The Data Seesaw: Mean, Median, and Mode

Three different ways to name the 'typical' value in a data set — and why one outlier can tip the mean without budging the median.

Grade 6Middle school
The Data Seesaw: Mean, Median, and Mode — illustration
💡
The big idea: Mean, median, and mode are three different ways to describe the 'center' of a data set. The mean is the balance point found by sharing the total evenly, the median is the middle value once the data is ordered, and the mode is the value that shows up most often — and they don't always agree, especially when an outlier is present.
🎯 By the end, you'll be able to
  • Calculate the mean of a data set as its balance point
  • Find the median by ordering data and locating the middle value
  • Identify the mode as the most frequently occurring value
  • Explain why an outlier affects the mean more than the median
📎 You should already know
  • Ordering numbers from least to greatest
  • Basic addition and division

Three ways to describe 'typical'

Imagine several friends' scores on a game sitting on a seesaw. If you wanted one number to describe the whole group, you have choices: the mean (the balance point), the median (the middle score once everyone lines up in order), and the mode (whichever score shows up most often). Each tells you something a little different about the data.

🔑 Mean, median, and mode measure the center differently
The mean is the sum of all values divided by how many there are. The median is the middle value when the data is sorted from least to greatest. The mode is the value that appears most frequently — a data set can have one mode, more than one, or none at all.
\[ \text{mean} = \dfrac{\text{sum of all values}}{\text{number of values}} \]
The mean spreads the total evenly across every value — like leveling a seesaw.

Finding the median

To find the median, first put every value in order from least to greatest. If there is an odd number of values, the median is the single value exactly in the middle. If there is an even number of values, the median is the average of the two middle values.

🎮 Data Seesaw LIVE
Drag data points and watch the mean, median and mode respond. See how one outlier tips the mean.

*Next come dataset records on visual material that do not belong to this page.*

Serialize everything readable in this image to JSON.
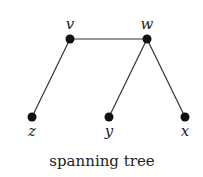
{
  "diagram": {
    "caption": "spanning tree",
    "nodes": [
      {
        "id": "v",
        "label": "v",
        "x": 70,
        "y": 39,
        "label_pos": "above"
      },
      {
        "id": "w",
        "label": "w",
        "x": 147,
        "y": 39,
        "label_pos": "above"
      },
      {
        "id": "z",
        "label": "z",
        "x": 32,
        "y": 117,
        "label_pos": "below"
      },
      {
        "id": "y",
        "label": "y",
        "x": 109,
        "y": 117,
        "label_pos": "below"
      },
      {
        "id": "x",
        "label": "x",
        "x": 185,
        "y": 117,
        "label_pos": "below"
      }
    ],
    "edges": [
      [
        "v",
        "w"
      ],
      [
        "v",
        "z"
      ],
      [
        "w",
        "y"
      ],
      [
        "w",
        "x"
      ]
    ],
    "colors": {
      "node": "#111111",
      "edge": "#333333",
      "text": "#222222"
    }
  }
}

Mode: the most popular value

The mode is simply the value that occurs most often in a data set. Unlike the mean and median, a data set can have no mode (if every value is different), one mode, or several modes (if two or more values tie for most frequent).

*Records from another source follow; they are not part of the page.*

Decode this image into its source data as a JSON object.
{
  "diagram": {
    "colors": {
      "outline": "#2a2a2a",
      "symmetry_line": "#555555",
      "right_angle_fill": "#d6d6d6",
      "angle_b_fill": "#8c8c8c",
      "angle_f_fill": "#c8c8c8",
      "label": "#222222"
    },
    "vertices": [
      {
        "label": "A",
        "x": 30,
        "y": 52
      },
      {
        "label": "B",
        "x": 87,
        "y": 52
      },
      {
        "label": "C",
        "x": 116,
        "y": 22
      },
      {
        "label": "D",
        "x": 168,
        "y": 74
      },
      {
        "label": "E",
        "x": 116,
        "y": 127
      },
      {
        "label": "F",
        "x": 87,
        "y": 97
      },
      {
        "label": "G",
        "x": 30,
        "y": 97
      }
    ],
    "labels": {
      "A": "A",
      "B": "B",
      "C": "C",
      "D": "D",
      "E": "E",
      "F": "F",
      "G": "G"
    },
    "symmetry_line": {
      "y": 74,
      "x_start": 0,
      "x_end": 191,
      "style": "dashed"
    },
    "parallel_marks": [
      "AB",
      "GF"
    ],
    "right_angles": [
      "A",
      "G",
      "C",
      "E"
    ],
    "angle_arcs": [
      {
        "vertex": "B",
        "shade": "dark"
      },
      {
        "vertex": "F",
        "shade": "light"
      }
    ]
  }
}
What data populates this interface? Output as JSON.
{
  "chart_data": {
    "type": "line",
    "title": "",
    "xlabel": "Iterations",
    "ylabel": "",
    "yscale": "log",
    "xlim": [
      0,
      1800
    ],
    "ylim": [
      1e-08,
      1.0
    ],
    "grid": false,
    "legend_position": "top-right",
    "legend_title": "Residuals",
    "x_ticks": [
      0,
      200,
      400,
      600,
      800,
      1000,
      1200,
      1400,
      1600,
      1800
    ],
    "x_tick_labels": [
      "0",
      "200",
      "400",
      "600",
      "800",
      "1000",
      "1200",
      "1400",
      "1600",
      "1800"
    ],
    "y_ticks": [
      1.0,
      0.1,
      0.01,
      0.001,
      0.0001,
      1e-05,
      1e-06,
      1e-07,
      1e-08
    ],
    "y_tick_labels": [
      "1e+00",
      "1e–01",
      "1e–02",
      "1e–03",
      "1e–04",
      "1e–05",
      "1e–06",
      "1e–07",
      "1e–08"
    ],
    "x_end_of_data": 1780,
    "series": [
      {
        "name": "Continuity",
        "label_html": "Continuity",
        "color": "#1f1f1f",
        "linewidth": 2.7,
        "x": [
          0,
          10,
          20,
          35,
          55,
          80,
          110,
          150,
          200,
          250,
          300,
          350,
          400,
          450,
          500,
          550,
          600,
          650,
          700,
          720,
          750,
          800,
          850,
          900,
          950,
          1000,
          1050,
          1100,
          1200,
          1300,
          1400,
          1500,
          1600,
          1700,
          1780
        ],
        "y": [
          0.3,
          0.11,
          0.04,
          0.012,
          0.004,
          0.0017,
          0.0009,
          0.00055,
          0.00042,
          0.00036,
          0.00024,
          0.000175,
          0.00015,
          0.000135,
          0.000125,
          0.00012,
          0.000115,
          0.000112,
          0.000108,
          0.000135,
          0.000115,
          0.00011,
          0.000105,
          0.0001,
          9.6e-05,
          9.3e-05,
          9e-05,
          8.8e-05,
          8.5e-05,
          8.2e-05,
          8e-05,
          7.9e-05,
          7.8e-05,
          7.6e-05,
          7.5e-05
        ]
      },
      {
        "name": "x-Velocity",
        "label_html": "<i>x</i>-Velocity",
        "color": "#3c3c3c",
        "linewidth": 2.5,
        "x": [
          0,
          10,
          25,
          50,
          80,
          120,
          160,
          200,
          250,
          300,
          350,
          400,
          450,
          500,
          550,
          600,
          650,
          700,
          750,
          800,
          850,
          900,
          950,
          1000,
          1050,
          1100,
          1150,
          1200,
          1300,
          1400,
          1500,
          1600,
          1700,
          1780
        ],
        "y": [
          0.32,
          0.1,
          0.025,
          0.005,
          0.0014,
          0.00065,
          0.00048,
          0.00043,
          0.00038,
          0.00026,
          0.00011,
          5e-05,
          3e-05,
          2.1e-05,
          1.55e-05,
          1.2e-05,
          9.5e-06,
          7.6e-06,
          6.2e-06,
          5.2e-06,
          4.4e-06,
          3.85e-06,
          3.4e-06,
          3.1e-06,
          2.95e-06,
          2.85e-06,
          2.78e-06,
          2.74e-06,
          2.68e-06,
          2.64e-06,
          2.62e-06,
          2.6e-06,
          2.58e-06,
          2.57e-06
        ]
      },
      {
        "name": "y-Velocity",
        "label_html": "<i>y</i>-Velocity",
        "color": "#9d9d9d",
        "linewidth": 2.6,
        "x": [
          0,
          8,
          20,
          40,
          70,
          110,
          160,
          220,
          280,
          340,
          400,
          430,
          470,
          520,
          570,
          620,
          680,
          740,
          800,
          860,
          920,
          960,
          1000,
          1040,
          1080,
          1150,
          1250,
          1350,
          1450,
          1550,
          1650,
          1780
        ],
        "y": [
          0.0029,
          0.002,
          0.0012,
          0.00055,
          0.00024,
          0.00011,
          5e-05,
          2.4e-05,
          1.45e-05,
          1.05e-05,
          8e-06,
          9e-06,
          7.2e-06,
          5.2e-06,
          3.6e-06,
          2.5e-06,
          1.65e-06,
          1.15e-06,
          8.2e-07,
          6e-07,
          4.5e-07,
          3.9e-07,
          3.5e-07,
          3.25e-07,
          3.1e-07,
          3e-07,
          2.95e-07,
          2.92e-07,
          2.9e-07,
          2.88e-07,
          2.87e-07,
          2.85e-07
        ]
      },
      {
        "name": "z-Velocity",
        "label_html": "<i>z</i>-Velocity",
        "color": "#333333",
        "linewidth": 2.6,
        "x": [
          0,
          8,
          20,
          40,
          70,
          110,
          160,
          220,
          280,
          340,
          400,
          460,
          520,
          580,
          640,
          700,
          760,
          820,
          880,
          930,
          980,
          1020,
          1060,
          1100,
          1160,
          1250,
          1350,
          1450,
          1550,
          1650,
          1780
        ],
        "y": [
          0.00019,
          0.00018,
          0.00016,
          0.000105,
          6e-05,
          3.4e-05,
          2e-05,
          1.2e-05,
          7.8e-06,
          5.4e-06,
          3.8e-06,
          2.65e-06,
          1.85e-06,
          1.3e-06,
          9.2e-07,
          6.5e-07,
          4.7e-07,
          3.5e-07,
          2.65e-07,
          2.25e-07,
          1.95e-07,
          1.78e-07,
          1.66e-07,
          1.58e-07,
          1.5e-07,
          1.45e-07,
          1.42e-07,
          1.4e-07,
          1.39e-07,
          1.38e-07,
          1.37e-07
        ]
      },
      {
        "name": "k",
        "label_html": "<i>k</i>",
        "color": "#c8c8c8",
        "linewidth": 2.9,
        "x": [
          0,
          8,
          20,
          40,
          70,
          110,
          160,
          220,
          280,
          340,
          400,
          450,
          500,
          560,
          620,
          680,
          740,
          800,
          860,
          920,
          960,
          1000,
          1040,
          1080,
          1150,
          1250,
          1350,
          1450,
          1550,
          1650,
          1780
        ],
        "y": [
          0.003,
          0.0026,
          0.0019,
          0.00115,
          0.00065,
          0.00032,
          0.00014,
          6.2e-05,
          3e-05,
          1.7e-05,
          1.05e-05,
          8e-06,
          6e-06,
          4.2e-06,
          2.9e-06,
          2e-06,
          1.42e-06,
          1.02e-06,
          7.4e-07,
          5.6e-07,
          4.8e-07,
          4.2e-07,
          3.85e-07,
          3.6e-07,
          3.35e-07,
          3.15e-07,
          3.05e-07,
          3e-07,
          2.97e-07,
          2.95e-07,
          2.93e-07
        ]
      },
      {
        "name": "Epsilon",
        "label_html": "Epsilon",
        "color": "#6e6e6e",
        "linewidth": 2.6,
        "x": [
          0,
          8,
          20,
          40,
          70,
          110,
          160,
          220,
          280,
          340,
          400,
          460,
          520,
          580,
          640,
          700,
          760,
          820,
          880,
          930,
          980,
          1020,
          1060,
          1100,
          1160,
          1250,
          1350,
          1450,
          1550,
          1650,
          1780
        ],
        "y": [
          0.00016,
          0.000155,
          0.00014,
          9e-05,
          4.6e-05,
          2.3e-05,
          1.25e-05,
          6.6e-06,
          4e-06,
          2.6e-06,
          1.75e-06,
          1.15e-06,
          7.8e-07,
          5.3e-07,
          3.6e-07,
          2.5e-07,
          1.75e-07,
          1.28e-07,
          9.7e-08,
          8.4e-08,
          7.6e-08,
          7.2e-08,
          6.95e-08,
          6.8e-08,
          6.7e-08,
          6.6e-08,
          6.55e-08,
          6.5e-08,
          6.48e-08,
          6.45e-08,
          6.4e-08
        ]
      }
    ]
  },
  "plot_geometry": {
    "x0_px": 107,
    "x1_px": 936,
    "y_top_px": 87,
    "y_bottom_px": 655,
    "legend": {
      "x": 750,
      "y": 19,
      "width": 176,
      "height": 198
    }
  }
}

📝 Worked example: Find the mean, median, and mode of this data set: 4, 7, 4, 9, 6.
  1. Mean: add all values, 4 + 7 + 4 + 9 + 6 = 30, then divide by 5 values: 30 ÷ 5 = 6.
  2. Median: order the data — 4, 4, 6, 7, 9 — and take the middle (3rd) value: 6.
  3. Mode: 4 appears twice, more than any other value, so the mode is 4.
✓ Mean = <strong>6</strong>, median = <strong>6</strong>, mode = <strong>4</strong>.
📝 Worked example: Add one more score of 50 to the data set (now 4, 7, 4, 9, 6, 50). How do the mean and median change?
  1. New mean: sum = 4 + 7 + 4 + 9 + 6 + 50 = 80, divided by 6 values: 80 ÷ 6 ≈ 13.3.
  2. New median: order the data — 4, 4, 6, 7, 9, 50 — and average the two middle (3rd and 4th) values: (6 + 7) ÷ 2 = 6.5.
  3. The mean jumped from 6 to about 13.3, but the median barely moved, from 6 to 6.5.
✓ The <strong>mean</strong> is pulled sharply upward to about <strong>13.3</strong> by the outlier, while the <strong>median</strong> only shifts slightly, to <strong>6.5</strong>.
⚠️ Order the data before finding the median
The median is not just the middle number in the list as originally given — you must sort the values from least to greatest first. Skipping this step is the most common mistake.
✨ The median resists outliers better than the mean
Because the mean shares the total evenly, one unusually large or small value can drag it far from where most of the data sits. The median only cares about position in the order, so a single outlier barely moves it. When a data set has extreme values, the median often describes the “typical” case better than the mean.

Check your understanding

1. Find the mean of 3, 5, 7, 9, 6.
Sum = 3+5+7+9+6 = 30. Mean = 30 ÷ 5 = 6.
2. Find the median of 12, 3, 8, 15, 9.
Ordered: 3, 8, 9, 12, 15. The middle (3rd) value is 9.
3. What is the mode of 2, 4, 4, 6, 8, 4?
4 appears three times, more than any other value, so 4 is the mode.
4. Find the median of 10, 20, 30, 40 (an even number of values).
Ordered already: 10, 20, 30, 40. Average the two middle values: (20 + 30) ÷ 2 = 25.
5. A data set has one very large outlier. Which measure of center is affected the most?
The mean shares the total evenly across all values, so one extreme value pulls it strongly in that direction. The median, based on position, moves much less.
✅ Key takeaways
  • The mean is the sum of all values divided by the number of values — the balance point of the data.
  • The median is the middle value once the data is ordered from least to greatest (average the two middle values if there's an even count).
  • The mode is the value that appears most often; a data set can have zero, one, or several modes.
  • Always sort the data before finding the median.
  • An outlier pulls the mean strongly toward it but barely shifts the median.